Tips on presentations 2019-02-26
1 Tips for presentations at international meetings
Tim Flegel
Centex Shrimp, Mahidol University and National Center for Genetic Engineering and Biotechnology (BIOTEC), Thailand
Center of Excellence for Shrimp Molecular Biology and Biotechnology
Outline
- My purpose is to give some suggestions based
- n my experience
- Comments will be confined to technical
presentations of research results
- They do not apply to review presentations
- I will give recommendations about 5 things:
– Contingency plan (safety) – Guidelines for topic – Paramount importance of time – Overall organization – Design & Style – How to make the presentation
Safety measures
- Always prepare and keep one complete hard
copy with you
- This can be used in an emergency such as
power or equipment failure
- Send one copy to yourself as an e-mail
attachment or keep it in the cloud
- Have one copy on a thumb drive for transfer
at the meeting
General guidelines for topic
(same as a manuscript)
- What is new to science and why is it important?
- Decide on a precise “take home message”
- Design an eye-catching title that includes an
abbreviated version of that message
- Prepare a logical (not always chronological)
- rder of presentation to support your message
- Select only your relevant research results to
support the message and avoid “sidelines”

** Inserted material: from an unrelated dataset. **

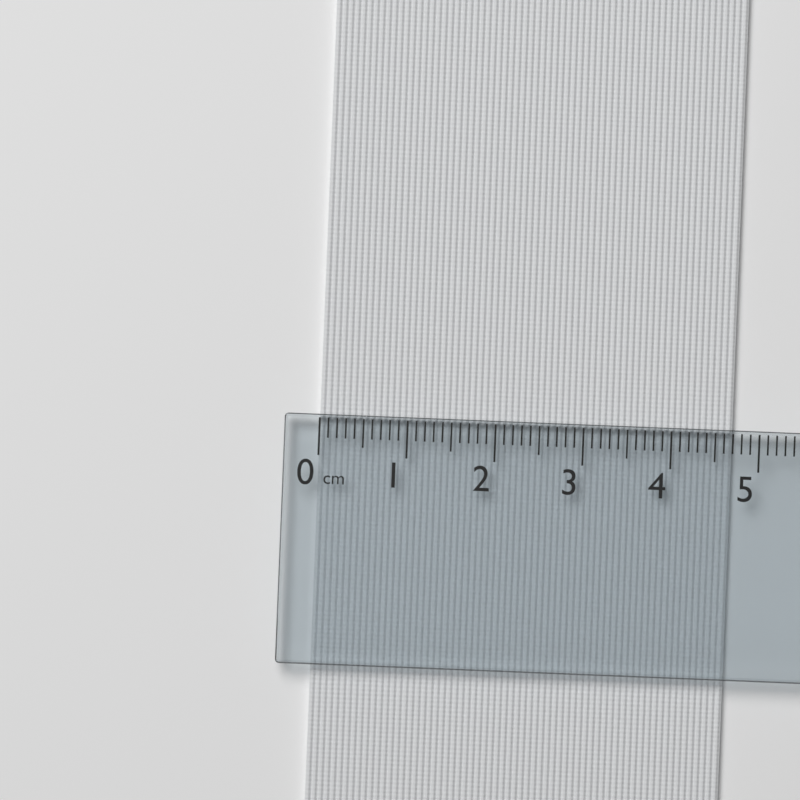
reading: 4.7 cm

- Remember the aim is to convince readers to
accept your “take home message”
- Consider your final document to see if you would
believe it yourself!
Paramount importance of time
- This is your most important constraint
- You must not go over your allotted time
- This is considered very rude and inconsiderate
- Should leave 5 min for questions, but this is
- ptional if you need the whole time
- You will need to test this ahead of time
- Roughly, I consider 1 min for 1 slide, excluding
the title, end slide and possible headings
- So a 30 min talk with 5 min for questions
means about 25 slides maximum
- Put a timer on the lectern and watch it!
Overall organization
- Title slide (don’t read it)
- “Thankyou” slide (optional)
- Outline slide (summarize, don’t read)
- Background or rationale (keep to a minimum)
- Story slides
– Keep methods to minimum possible and summarize wherever possible – Emphasize results and their interpretation (you don’t have much time!)